The Time cover is of course not the first product of visual culture that seeks to provoke the viewer in such fashion: the Australian hit TV show ‘The Slap’ similarly portrayed a young mother feeding her 4-year-old boy. The boy’s constant nagging for his mother’s breast milk creates an intriguing subplot in which the husband feels increasingly ostracised and alienated from his wife. The alcoholic father seeks to overcome his jealousy with a different type of oral fixation by continuously drinking beer throughout the entire eight part series. Crucially, in a brilliant portrayal of the deeply psychoanalytical (and Freudian) conditions unfolding in the show, the father is drinking beer straight from the bottle, not too unlike a child drinking milk from a bottle.
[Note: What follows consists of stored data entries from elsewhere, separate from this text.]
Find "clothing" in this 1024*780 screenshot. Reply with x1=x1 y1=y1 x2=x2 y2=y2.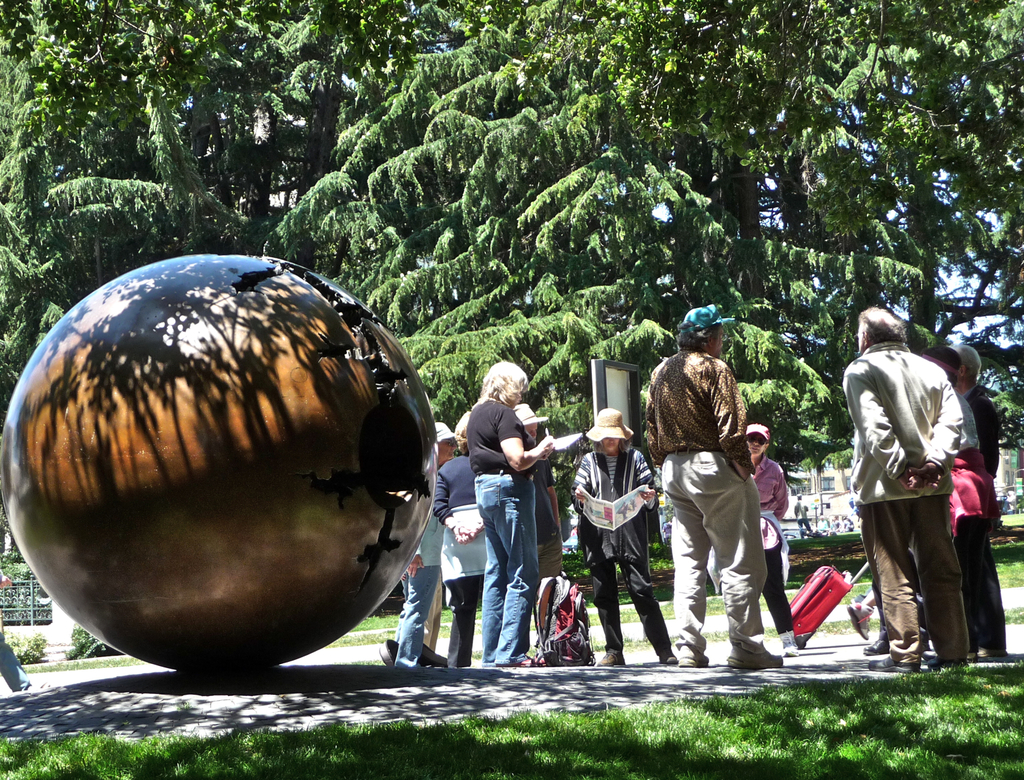
x1=566 y1=429 x2=689 y2=667.
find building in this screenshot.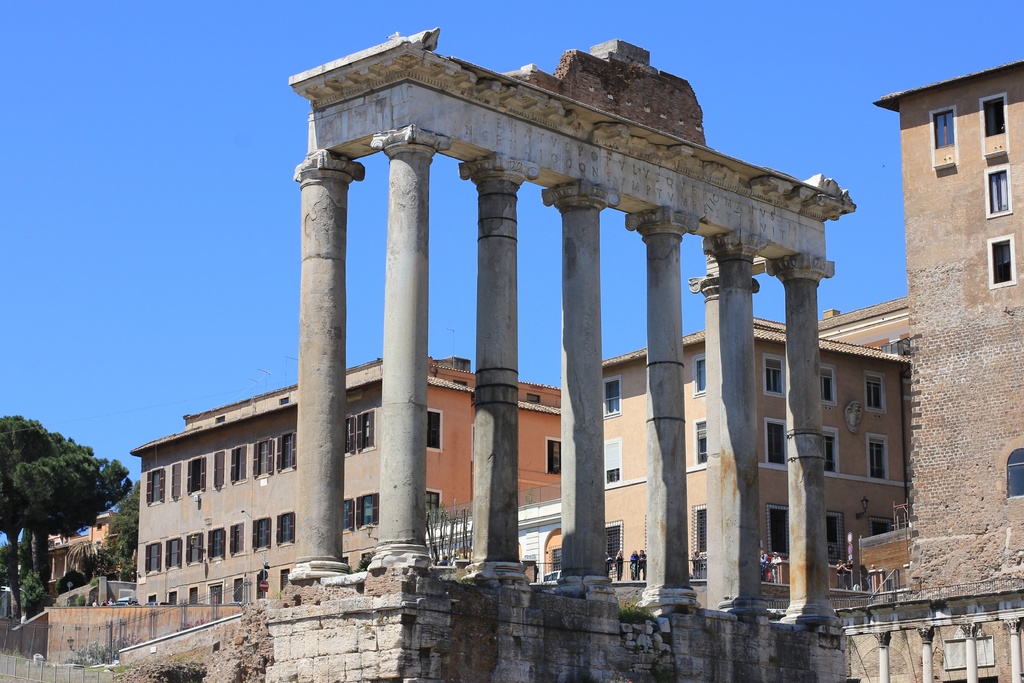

In contrast to the quasi-documentary style of ‘The Slap’ however, the Time cover is more ‘shocking’. But how? Firstly, the photograph seeks to confuse the viewer with regards to the boy’s age with one crucial detail: the boy is standing on a chair. The boy thus appears taller, and by extension, he appears older than he actually is. To illustrate that point I would suggest that the knowledge of the boy’s age is far less provocative than the photograph. In addition to that, rather than having his eyes closed or looking at his mother, the boy, rather creepily, looks towards the camera. This gaze back to the viewer implies an awareness of the camera, an awareness of a person looking at himself, and ultimately, an awareness of a person looking at himself sucking his mother’s breast. The boy’s gaze implies so many layers of looking that it could easily be confused with the gaze of an adult. This is the visual trickery in this image, that even though the boy is only 3-years-old, his height and his knowing gaze make him appear much older. His army style trousers and grey top, clothing perhaps associated with a teenager, further confuse a perception of his age.
Three behind the scenes photographs from the shoot supplied by Time’s Lightbox blog indicate that the magazine and the photographer studied classical representations of breast feeding. In spite of the visual references taped on the wall of the photo studio, the photograph that was eventually chosen for the cover has few similarities with any previous form of representation: the mother does not look lovingly at her child, she does not hold her child, nor does the child hold her mother. Standing tall, the mother does not adopt a bodily position associated with nursing a child. Ignoring all these signifiers of motherhood, in the photograph, the mother does not look like a mother. This is perhaps the real ‘shock’ in the photograph: it lacks a history of representation, a history of visual references or precedents. The photograph is, in the true sense of the word, iconoclastic: it metaphorically breaks the classical and idealistic image of mother and child.